Earthworms, Millipedes, and Soil Carbon in the Eastern U.S.
Invasive earthworm species affect soil processes

Ubiquitous in the southeastern U.S., native earthworms are absent from the northern part of the country. It wasn’t always so, but tens of thousands of years ago glaciers crept across the land, and earthworms below them froze to death. Because earthworms are slow travelers, they have not naturally recolonized the areas where glaciers were present.
“However, non-native earthworms have moved into these areas,” says U.S. Forest Service scientist Mac Callaham. “The introduction of non-native earthworms and other animals has affected soil communities and soil processes, and adds another degree of variability and unpredictability to these systems.”
Earthworms, millipedes, and other soil invertebrates make huge contributions to nutrient cycles by eating fallen leaves and other organic matter. Callaham recently led a study on soil invertebrates and these processes. The study was published in the Northeastern Naturalist and authored by Evelyn Wenk, who formerly worked at the Forest Service Southern Research Station with Callaham.
Callaham and his colleagues are the first to survey soil invertebrates across a wide swathe of the U.S. – Missouri, Michigan, Massachusetts, and New Hampshire. The sites are far enough apart to represent gradual changes in temperature and moisture, and one goal of the study was to determine how such gradual changes affect soil invertebrates.
“There is relatively little known about how the composition of soil macroinvertebrate communities varies across temperature and moisture gradients in eastern deciduous forests,” says Callaham. “Our goal was to compare soil communities at each of these sites and evaluate the role of invasive earthworms in the sites.”
In Missouri and Michigan, scientists only detected non-native earthworms. Earthworms were totally absent from sampling sites in the other two states, although non-native worms have been found in the states before. Missouri, where temperatures are warmer and there is more biological activity in the soil and leaf litter, had more than 25 times the number of earthworms than the Michigan site.
Like all the sites studied, the Missouri site is forested. Forest soils usually have a layer of small, fragmented dead leaves and other plant parts that is somewhat mixed with the mineral soil just below it. “Missouri was the only site where this layer was close to zero,” says Callaham. “Our study suggests that non-native earthworms have almost entirely consumed this layer of the forest floor.” The changes have also reduced the amount of carbon stored in the soil.
The study also finds that non-native earthworms may be associated with declines in native millipedes. In the 1960s, other scientists had documented healthy millipede communities in Missouri forests that were only 25 miles from the sites Callaham and his colleagues studied. “However, we found no millipedes at all at the Missouri site,” says Callaham. “Their absence was a bit of a mystery, but we suspect that the very high abundances of non-native earthworms could have something to do with it.”
Detritivores such as earthworms and millipedes have significant impacts on nutrient cycling and decomposition. Earthworms, in particular, are so influential that they are sometimes called ecosystem engineers, which means that they can create, maintain, or destroy habitat that other plants and animals rely on. “Certain species of non-native earthworms can be voracious, and eat leaf litter much faster than native earthworms or millipedes,” says Callaham. “The changes they cause to soils could have profound effects on other soil animals, and even influence plant communities.”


▶ _Task item_
Below are records; from the line containing "What's the underlying" through the very last line, output each line exactly. No pictures.

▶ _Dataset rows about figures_
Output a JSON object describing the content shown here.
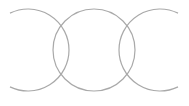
{
  "diagram": {
    "type": "three-overlapping-circles",
    "stroke_color": "#a9a9a9",
    "background_color": "#ffffff",
    "radius": 41,
    "center_y": 50,
    "circles": [
      {
        "name": "left",
        "cx": 28,
        "open_side": "left"
      },
      {
        "name": "middle",
        "cx": 94,
        "open_side": "none"
      },
      {
        "name": "right",
        "cx": 160,
        "open_side": "right"
      }
    ]
  }
}
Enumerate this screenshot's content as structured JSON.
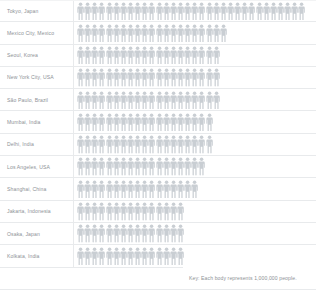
{
  "chart_data": {
    "type": "bar",
    "subtype": "pictogram",
    "title": "",
    "xlabel": "",
    "ylabel": "",
    "unit_label": "millions of people",
    "unit_value": 1000000,
    "key": "Key: Each body represents 1,000,000 people.",
    "icon": "person-figure",
    "categories": [
      "Tokyo, Japan",
      "Mexico City, Mexico",
      "Seoul, Korea",
      "New York City, USA",
      "São Paulo, Brazil",
      "Mumbai, India",
      "Delhi, India",
      "Los Angeles, USA",
      "Shanghai, China",
      "Jakarta, Indonesia",
      "Osaka, Japan",
      "Kolkata, India"
    ],
    "values": [
      32,
      21,
      20,
      20,
      20,
      19,
      19,
      18,
      17,
      15,
      15,
      15
    ],
    "grid": false,
    "legend": "bottom-right"
  },
  "rows": [
    {
      "label": "Tokyo, Japan",
      "count": 32
    },
    {
      "label": "Mexico City, Mexico",
      "count": 21
    },
    {
      "label": "Seoul, Korea",
      "count": 20
    },
    {
      "label": "New York City, USA",
      "count": 20
    },
    {
      "label": "São Paulo, Brazil",
      "count": 20
    },
    {
      "label": "Mumbai, India",
      "count": 19
    },
    {
      "label": "Delhi, India",
      "count": 19
    },
    {
      "label": "Los Angeles, USA",
      "count": 18
    },
    {
      "label": "Shanghai, China",
      "count": 17
    },
    {
      "label": "Jakarta, Indonesia",
      "count": 15
    },
    {
      "label": "Osaka, Japan",
      "count": 15
    },
    {
      "label": "Kolkata, India",
      "count": 15
    }
  ],
  "key": {
    "text": "Key: Each body represents 1,000,000 people."
  },
  "colors": {
    "figure": "#c9ced3",
    "text": "#8d9196",
    "rule": "#e8eaec",
    "background": "#ffffff"
  }
}
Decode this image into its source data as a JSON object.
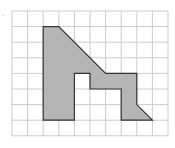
{
  "diagram": {
    "type": "grid-polygon",
    "grid": {
      "cols": 10,
      "rows": 8,
      "origin_px": [
        12,
        11
      ],
      "cell_px": 15.6,
      "line_color": "#cccccc"
    },
    "shape": {
      "fill": "#b5b5b5",
      "stroke": "#333333",
      "vertices_grid": [
        [
          2,
          1
        ],
        [
          3,
          1
        ],
        [
          6,
          4
        ],
        [
          8,
          4
        ],
        [
          8,
          6
        ],
        [
          9,
          7
        ],
        [
          7,
          7
        ],
        [
          7,
          5
        ],
        [
          5,
          5
        ],
        [
          5,
          4
        ],
        [
          4,
          4
        ],
        [
          4,
          7
        ],
        [
          2,
          7
        ]
      ]
    },
    "corner_mark": "."
  }
}
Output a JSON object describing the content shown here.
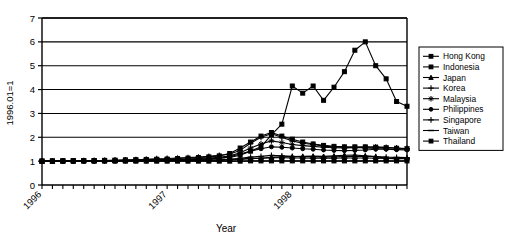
{
  "chart_data": {
    "type": "line",
    "title": "",
    "xlabel": "Year",
    "ylabel": "1996.01=1",
    "ylim": [
      0,
      7
    ],
    "yticks": [
      0,
      1,
      2,
      3,
      4,
      5,
      6,
      7
    ],
    "grid": "horizontal",
    "legend_position": "right",
    "x_tick_labels": [
      "1996",
      "1997",
      "1998"
    ],
    "x_tick_label_positions": [
      0,
      12,
      24
    ],
    "x_minor_tick_count": 36,
    "x": [
      "1996.01",
      "1996.02",
      "1996.03",
      "1996.04",
      "1996.05",
      "1996.06",
      "1996.07",
      "1996.08",
      "1996.09",
      "1996.10",
      "1996.11",
      "1996.12",
      "1997.01",
      "1997.02",
      "1997.03",
      "1997.04",
      "1997.05",
      "1997.06",
      "1997.07",
      "1997.08",
      "1997.09",
      "1997.10",
      "1997.11",
      "1997.12",
      "1998.01",
      "1998.02",
      "1998.03",
      "1998.04",
      "1998.05",
      "1998.06",
      "1998.07",
      "1998.08",
      "1998.09",
      "1998.10",
      "1998.11",
      "1998.12"
    ],
    "series": [
      {
        "name": "Hong Kong",
        "marker": "square",
        "values": [
          1.0,
          1.0,
          1.0,
          1.0,
          1.0,
          1.0,
          1.0,
          1.0,
          1.0,
          1.0,
          1.0,
          1.0,
          1.0,
          1.0,
          1.0,
          1.0,
          1.0,
          1.0,
          1.0,
          1.0,
          1.01,
          1.01,
          1.01,
          1.01,
          1.01,
          1.01,
          1.01,
          1.01,
          1.01,
          1.01,
          1.01,
          1.01,
          1.01,
          1.01,
          1.01,
          1.01
        ]
      },
      {
        "name": "Indonesia",
        "marker": "square",
        "values": [
          1.0,
          1.01,
          1.01,
          1.02,
          1.02,
          1.02,
          1.03,
          1.03,
          1.04,
          1.04,
          1.05,
          1.05,
          1.06,
          1.07,
          1.08,
          1.09,
          1.1,
          1.12,
          1.15,
          1.25,
          1.42,
          1.6,
          2.1,
          2.55,
          4.15,
          3.85,
          4.15,
          3.55,
          4.1,
          4.75,
          5.65,
          6.0,
          5.0,
          4.45,
          3.5,
          3.3
        ]
      },
      {
        "name": "Japan",
        "marker": "triangle",
        "values": [
          1.0,
          1.0,
          1.01,
          1.01,
          1.02,
          1.02,
          1.02,
          1.03,
          1.03,
          1.04,
          1.05,
          1.06,
          1.06,
          1.05,
          1.05,
          1.06,
          1.06,
          1.05,
          1.07,
          1.09,
          1.12,
          1.12,
          1.16,
          1.18,
          1.19,
          1.2,
          1.21,
          1.2,
          1.22,
          1.25,
          1.26,
          1.22,
          1.19,
          1.12,
          1.1,
          1.12
        ]
      },
      {
        "name": "Korea",
        "marker": "cross",
        "values": [
          1.0,
          1.0,
          1.01,
          1.01,
          1.02,
          1.02,
          1.03,
          1.04,
          1.05,
          1.06,
          1.08,
          1.1,
          1.11,
          1.13,
          1.15,
          1.17,
          1.2,
          1.24,
          1.3,
          1.45,
          1.75,
          2.0,
          2.15,
          2.0,
          1.85,
          1.75,
          1.7,
          1.63,
          1.6,
          1.58,
          1.57,
          1.55,
          1.53,
          1.52,
          1.5,
          1.5
        ]
      },
      {
        "name": "Malaysia",
        "marker": "star",
        "values": [
          1.0,
          1.0,
          1.01,
          1.01,
          1.01,
          1.02,
          1.02,
          1.03,
          1.03,
          1.04,
          1.05,
          1.06,
          1.07,
          1.08,
          1.09,
          1.11,
          1.13,
          1.16,
          1.22,
          1.35,
          1.55,
          1.72,
          1.85,
          1.78,
          1.7,
          1.65,
          1.62,
          1.58,
          1.56,
          1.55,
          1.56,
          1.58,
          1.6,
          1.58,
          1.55,
          1.53
        ]
      },
      {
        "name": "Philippines",
        "marker": "circle",
        "values": [
          1.0,
          1.0,
          1.0,
          1.01,
          1.01,
          1.01,
          1.02,
          1.02,
          1.03,
          1.03,
          1.04,
          1.05,
          1.05,
          1.06,
          1.07,
          1.08,
          1.1,
          1.12,
          1.18,
          1.3,
          1.42,
          1.52,
          1.6,
          1.58,
          1.55,
          1.52,
          1.5,
          1.47,
          1.45,
          1.44,
          1.45,
          1.47,
          1.5,
          1.5,
          1.48,
          1.47
        ]
      },
      {
        "name": "Singapore",
        "marker": "plus",
        "values": [
          1.0,
          1.0,
          1.0,
          1.0,
          1.01,
          1.01,
          1.01,
          1.01,
          1.02,
          1.02,
          1.02,
          1.03,
          1.03,
          1.04,
          1.04,
          1.05,
          1.05,
          1.06,
          1.08,
          1.12,
          1.17,
          1.2,
          1.24,
          1.22,
          1.2,
          1.19,
          1.18,
          1.17,
          1.18,
          1.19,
          1.2,
          1.2,
          1.19,
          1.17,
          1.16,
          1.15
        ]
      },
      {
        "name": "Taiwan",
        "marker": "dash",
        "values": [
          1.0,
          1.0,
          1.0,
          1.0,
          1.0,
          1.01,
          1.01,
          1.01,
          1.01,
          1.02,
          1.02,
          1.02,
          1.02,
          1.03,
          1.03,
          1.03,
          1.04,
          1.04,
          1.05,
          1.07,
          1.1,
          1.12,
          1.14,
          1.14,
          1.13,
          1.13,
          1.12,
          1.12,
          1.12,
          1.13,
          1.13,
          1.13,
          1.12,
          1.11,
          1.1,
          1.1
        ]
      },
      {
        "name": "Thailand",
        "marker": "square",
        "values": [
          1.0,
          1.0,
          1.01,
          1.01,
          1.02,
          1.02,
          1.03,
          1.04,
          1.05,
          1.06,
          1.07,
          1.08,
          1.09,
          1.11,
          1.13,
          1.15,
          1.18,
          1.22,
          1.32,
          1.55,
          1.8,
          2.05,
          2.2,
          2.05,
          1.92,
          1.8,
          1.72,
          1.66,
          1.62,
          1.6,
          1.6,
          1.6,
          1.58,
          1.56,
          1.54,
          1.52
        ]
      }
    ]
  },
  "legend": {
    "items": [
      {
        "label": "Hong Kong"
      },
      {
        "label": "Indonesia"
      },
      {
        "label": "Japan"
      },
      {
        "label": "Korea"
      },
      {
        "label": "Malaysia"
      },
      {
        "label": "Philippines"
      },
      {
        "label": "Singapore"
      },
      {
        "label": "Taiwan"
      },
      {
        "label": "Thailand"
      }
    ]
  },
  "colors": {
    "line": "#000000",
    "axis": "#000000",
    "grid": "#000000",
    "background": "#ffffff"
  }
}
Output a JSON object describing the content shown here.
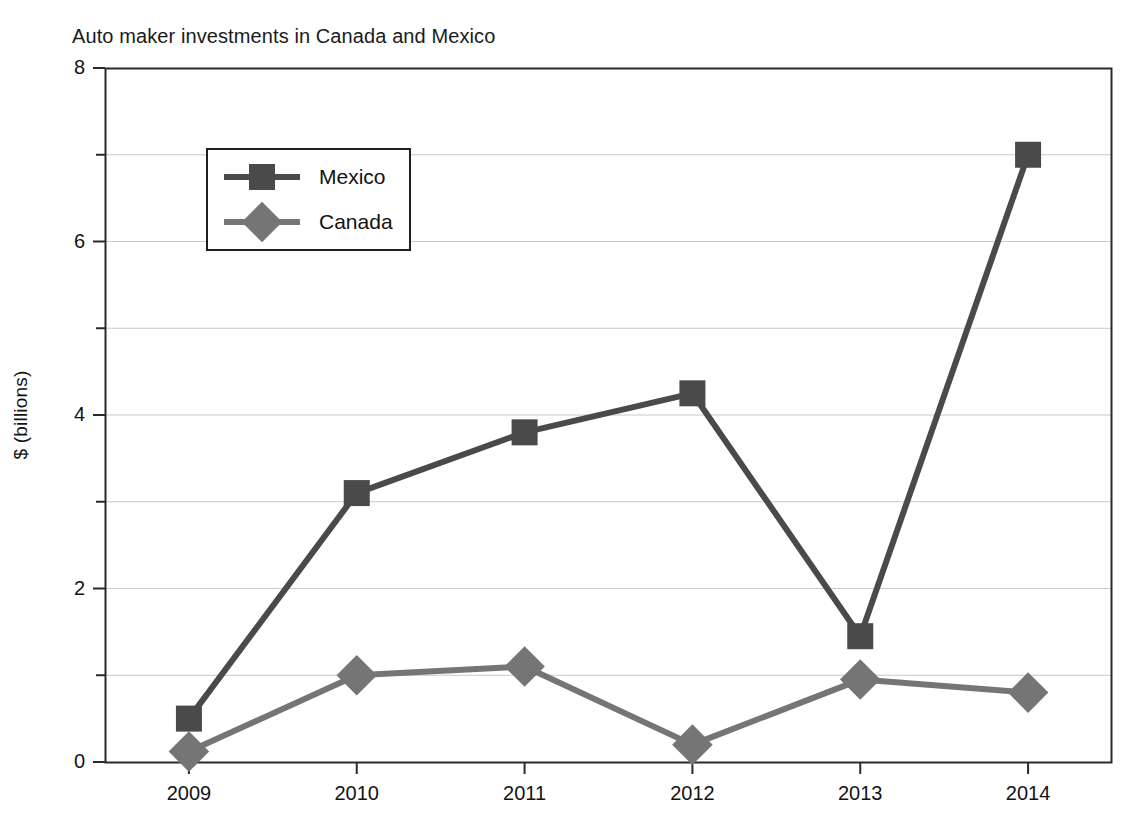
{
  "chart_data": {
    "type": "line",
    "title": "Auto maker investments in Canada and Mexico",
    "xlabel": "",
    "ylabel": "$ (billions)",
    "categories": [
      "2009",
      "2010",
      "2011",
      "2012",
      "2013",
      "2014"
    ],
    "series": [
      {
        "name": "Mexico",
        "marker": "square",
        "color": "#4a4a4a",
        "values": [
          0.5,
          3.1,
          3.8,
          4.25,
          1.45,
          7.0
        ]
      },
      {
        "name": "Canada",
        "marker": "diamond",
        "color": "#757575",
        "values": [
          0.12,
          1.0,
          1.1,
          0.2,
          0.95,
          0.8
        ]
      }
    ],
    "ylim": [
      0,
      8
    ],
    "y_ticks_major": [
      "0",
      "2",
      "4",
      "6",
      "8"
    ],
    "y_ticks_minor": [
      "1",
      "3",
      "5",
      "7"
    ],
    "grid": true,
    "grid_orientation": "horizontal",
    "legend_position": "upper-left-inside",
    "axis_color": "#2a2a2a",
    "grid_color": "#c9c9c9",
    "background": "#ffffff"
  }
}
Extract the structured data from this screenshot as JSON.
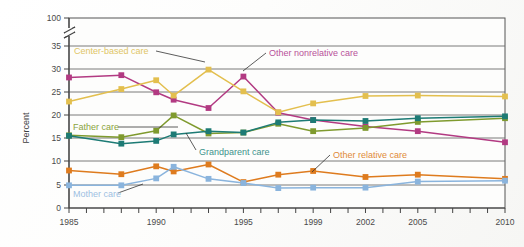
{
  "chart_data": {
    "type": "line",
    "title": "",
    "xlabel": "",
    "ylabel": "Percent",
    "ylim": [
      0,
      35
    ],
    "y_break": {
      "from": 35,
      "to": 100,
      "note": "axis break between 35 and 100"
    },
    "y_ticks": [
      "0",
      "5",
      "10",
      "15",
      "20",
      "25",
      "30",
      "35",
      "100"
    ],
    "grid": true,
    "legend": "inline-labels",
    "x": [
      1985,
      1988,
      1990,
      1991,
      1993,
      1995,
      1997,
      1999,
      2002,
      2005,
      2010
    ],
    "x_tick_labels": [
      "1985",
      "1990",
      "1995",
      "1999",
      "2002",
      "2005",
      "2010"
    ],
    "x_tick_label_years": [
      1985,
      1990,
      1995,
      1999,
      2002,
      2005,
      2010
    ],
    "x_minor_ticks_all_years": true,
    "series": [
      {
        "name": "Other nonrelative care",
        "color": "#b23a82",
        "label_color": "#b8519a",
        "values": [
          28.2,
          28.7,
          25.0,
          23.4,
          21.6,
          28.4,
          20.6,
          19.0,
          17.6,
          16.6,
          14.2
        ]
      },
      {
        "name": "Center-based care",
        "color": "#e3bf4e",
        "label_color": "#e0c566",
        "values": [
          23.0,
          25.7,
          27.6,
          24.3,
          29.9,
          25.2,
          20.7,
          22.6,
          24.2,
          24.3,
          24.1
        ]
      },
      {
        "name": "Father care",
        "color": "#7f9a2e",
        "label_color": "#8aa33c",
        "values": [
          15.7,
          15.3,
          16.7,
          20.0,
          16.1,
          16.3,
          18.2,
          16.6,
          17.3,
          18.6,
          19.4
        ]
      },
      {
        "name": "Grandparent care",
        "color": "#1d7b75",
        "label_color": "#3d938c",
        "values": [
          15.6,
          13.9,
          14.5,
          15.9,
          16.6,
          16.3,
          18.5,
          19.0,
          18.8,
          19.4,
          19.8
        ]
      },
      {
        "name": "Other relative care",
        "color": "#de7b1e",
        "label_color": "#e08a3a",
        "values": [
          8.1,
          7.3,
          9.0,
          7.9,
          9.4,
          5.6,
          7.2,
          8.0,
          6.7,
          7.2,
          6.3
        ]
      },
      {
        "name": "Mother care",
        "color": "#8ab4dd",
        "label_color": "#9dbfe2",
        "values": [
          4.9,
          4.9,
          6.4,
          8.9,
          6.3,
          5.4,
          4.3,
          4.4,
          4.4,
          5.7,
          5.9
        ]
      }
    ],
    "annotations": [
      {
        "text": "Center-based care",
        "series": "Center-based care"
      },
      {
        "text": "Other nonrelative care",
        "series": "Other nonrelative care"
      },
      {
        "text": "Father care",
        "series": "Father care"
      },
      {
        "text": "Grandparent care",
        "series": "Grandparent care"
      },
      {
        "text": "Other relative care",
        "series": "Other relative care"
      },
      {
        "text": "Mother care",
        "series": "Mother care"
      }
    ]
  }
}
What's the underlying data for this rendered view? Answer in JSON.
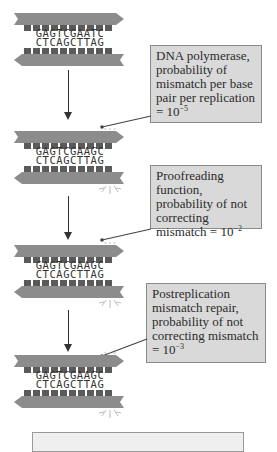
{
  "diagram": {
    "dna_stages": [
      {
        "top_strand": "GAGTCGAATC",
        "bottom_strand": "CTCAGCTTAG",
        "has_mismatch_marker": false
      },
      {
        "top_strand": "GAGTCGAAGC",
        "bottom_strand": "CTCAGCTTAG",
        "has_mismatch_marker": true
      },
      {
        "top_strand": "GAGTCGAAGC",
        "bottom_strand": "CTCAGCTTAG",
        "has_mismatch_marker": true
      },
      {
        "top_strand": "GAGTCGAAGC",
        "bottom_strand": "CTCAGCTTAG",
        "has_mismatch_marker": true
      }
    ],
    "callouts": [
      {
        "text_main": "DNA polymerase, probability of mismatch per base pair per replication = 10",
        "exponent": "−5"
      },
      {
        "text_main": "Proofreading function, probability of not correcting mismatch = 10",
        "exponent": "−2"
      },
      {
        "text_main": "Postreplication mismatch repair, probability of not correcting mismatch = 10",
        "exponent": "−3"
      }
    ],
    "summary_box": {
      "text": ""
    },
    "colors": {
      "strand": "#8c8c8c",
      "base_block": "#5a5a5a",
      "callout_fill": "#d9d9d9",
      "callout_border": "#8a8a8a",
      "arrow": "#333333"
    }
  }
}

▶ _The completed task_
What's the underlying data for this rendered view? Answer in JSON.
{
  "diagram": {
    "dna_stages": [
      {
        "top_strand": "GAGTCGAATC",
        "bottom_strand": "CTCAGCTTAG",
        "has_mismatch_marker": false
      },
      {
        "top_strand": "GAGTCGAAGC",
        "bottom_strand": "CTCAGCTTAG",
        "has_mismatch_marker": true
      },
      {
        "top_strand": "GAGTCGAAGC",
        "bottom_strand": "CTCAGCTTAG",
        "has_mismatch_marker": true
      },
      {
        "top_strand": "GAGTCGAAGC",
        "bottom_strand": "CTCAGCTTAG",
        "has_mismatch_marker": true
      }
    ],
    "callouts": [
      {
        "text_main": "DNA polymerase, probability of mismatch per base pair per replication = 10",
        "exponent": "−5"
      },
      {
        "text_main": "Proofreading function, probability of not correcting mismatch = 10",
        "exponent": "−2"
      },
      {
        "text_main": "Postreplication mismatch repair, probability of not correcting mismatch = 10",
        "exponent": "−3"
      }
    ],
    "summary_box": {
      "text": ""
    },
    "colors": {
      "strand": "#8c8c8c",
      "base_block": "#5a5a5a",
      "callout_fill": "#d9d9d9",
      "callout_border": "#8a8a8a",
      "arrow": "#333333"
    }
  }
}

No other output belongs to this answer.